Incident Information

Captures fundamental incident details including Incident Name/ID, Date, Incident Type, Location, Operational Period (start and end times), and Prepared by (person's name and title).

Objective

A text area for explaining the goals that need to be met during and after the incident, including primary containment objectives and secondary recovery goals.

Action Plan

A structured table with four columns: Task (specific actions to be taken), Timeline/Schedule (when each task occurs), Person or Team Responsible (who executes the task), and Resources (equipment, personnel, or materials needed).

Roles and Responsibilities

A table documenting Name & Title, Responsibilities (specific duties), Phone, and Email for all key personnel involved in the response.

Communication Plan

A text section listing who will be informed about the incident and how, including internal teams, external stakeholders, emergency services, regulatory agencies, and media contacts.

Incident Map

A designated area for adding maps, diagrams, facility layouts, or other visual materials that support situational awareness.

Filling Instructions

Start by completing the Incident Information header immediately when an incident is identified, assigning a unique incident ID and documenting the basic facts. In the Objective section, clearly articulate both immediate containment goals and longer-term recovery objectives. Fill the Action Plan table by breaking down the response into specific, measurable tasks with realistic timelines, assigning clear ownership, and identifying required resources for each action. The Roles and Responsibilities table should document all key personnel with complete contact information and specific duties to avoid confusion during response. The Communication Plan should specify notification methods, timing, and recipients for all stakeholder groups. Finally, attach relevant visual materials in the Incident Map section such as facility layouts, evacuation routes, or hazard zone diagrams.

Example Description

The provided example demonstrates a warehouse electrical fire incident (WH-FIRE-2024-037) at a distribution center. It shows a 16-hour operational period with coordinated actions including immediate personnel evacuation, employee accounting, backup operations activation, perimeter security, incident command establishment, and fire suppression. The action plan details six specific tasks with precise timelines ranging from immediate (14:00-14:15) to ongoing operations. Six key personnel are documented including the Emergency Operations Manager, EHS Specialist, Fire Chief, Safety Director, Security Manager, and Operations Director, each with full contact details and specific responsibilities. The communication plan comprehensively addresses employee notifications, family hotlines, executive updates, emergency services coordination, media relations, customer communications, insurance notification, and regulatory reporting requirements.

Other Use Cases

This template serves multiple emergency scenarios:

  • Workplace fires and hazmat incidents

  • Natural disasters (floods, earthquakes, severe weather)

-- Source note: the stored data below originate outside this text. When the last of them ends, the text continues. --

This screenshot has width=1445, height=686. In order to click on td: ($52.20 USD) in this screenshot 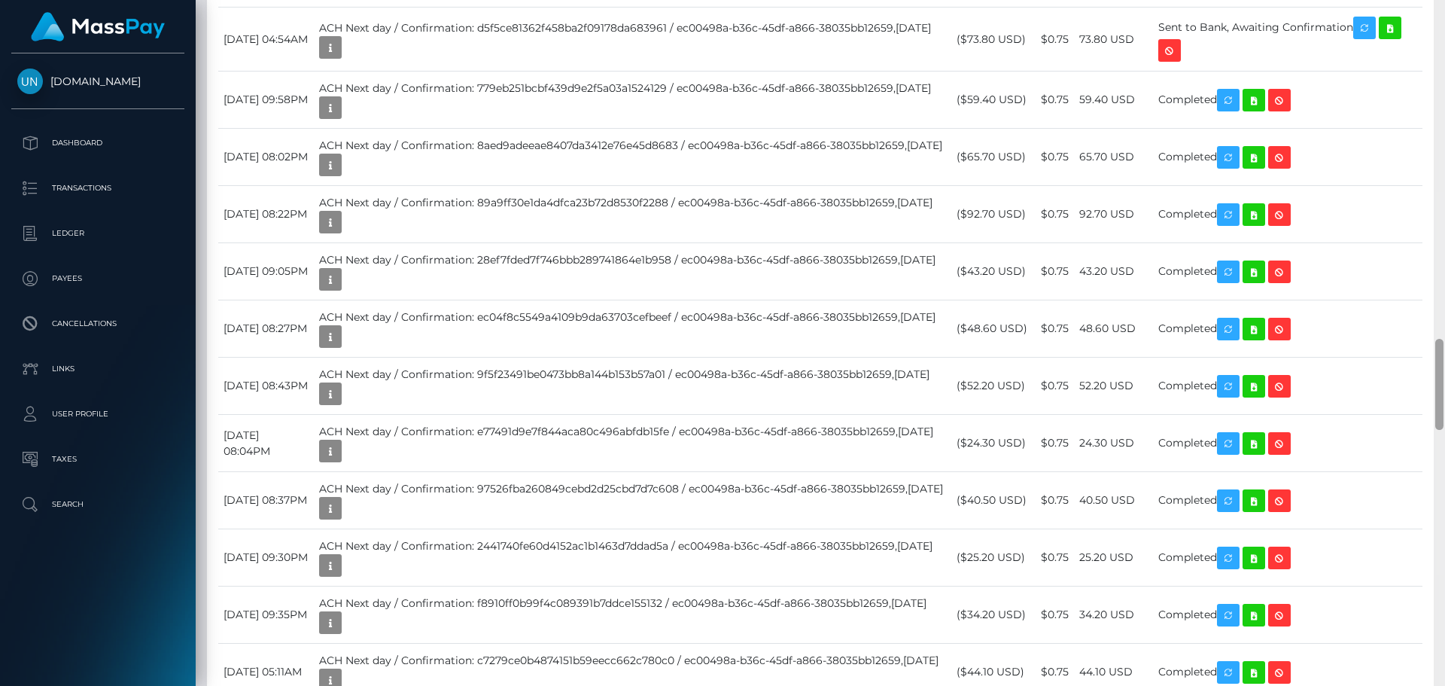, I will do `click(994, 386)`.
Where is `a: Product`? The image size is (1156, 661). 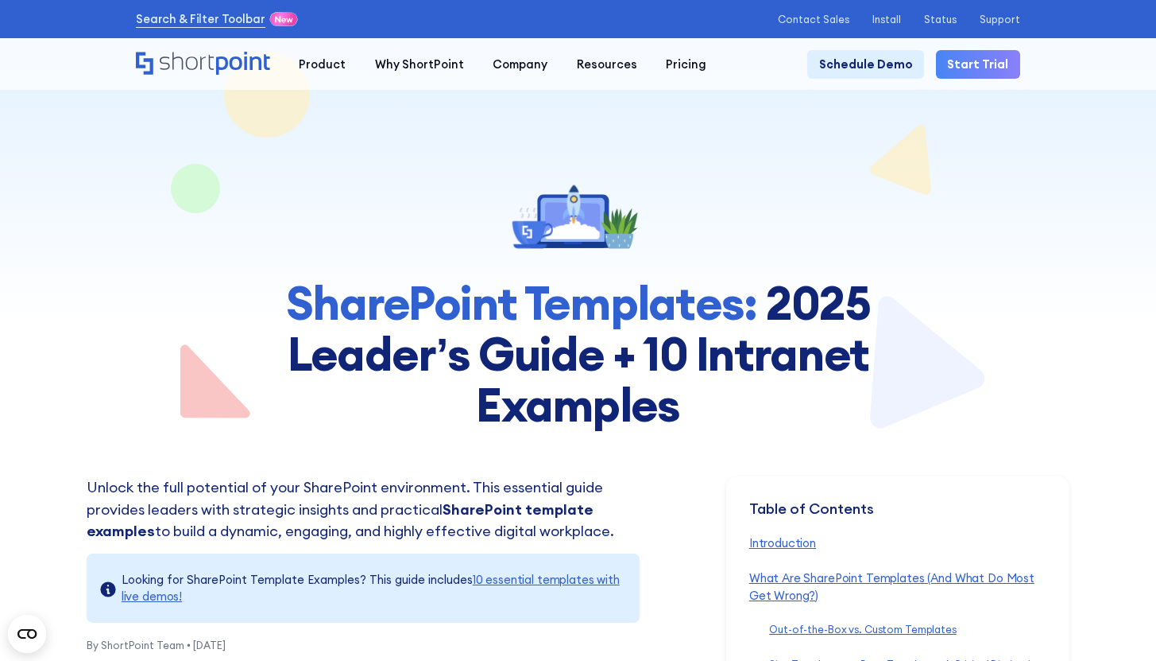 a: Product is located at coordinates (322, 64).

  • Cybersecurity breaches and IT system failures

  • Workplace accidents and medical emergencies

  • Active threat situations

  • Public health emergencies and disease outbreaks

  • Supply chain disruptions

  • Facility evacuations

  • Environmental spills and contamination events

  • Power outages and utility failures

  • Security breaches and unauthorized access incidents

  • Equipment failures affecting operations

  • Business continuity events requiring coordinated organizational response

Cheers!

Khawaja Rizwan

Rizwan Khawaja

Solution Architect @ ICT Consultant

I hold master's degrees in computer science and project management along with trainings and certifications in various technologies. All this is coupled with 25+ years of industry experience.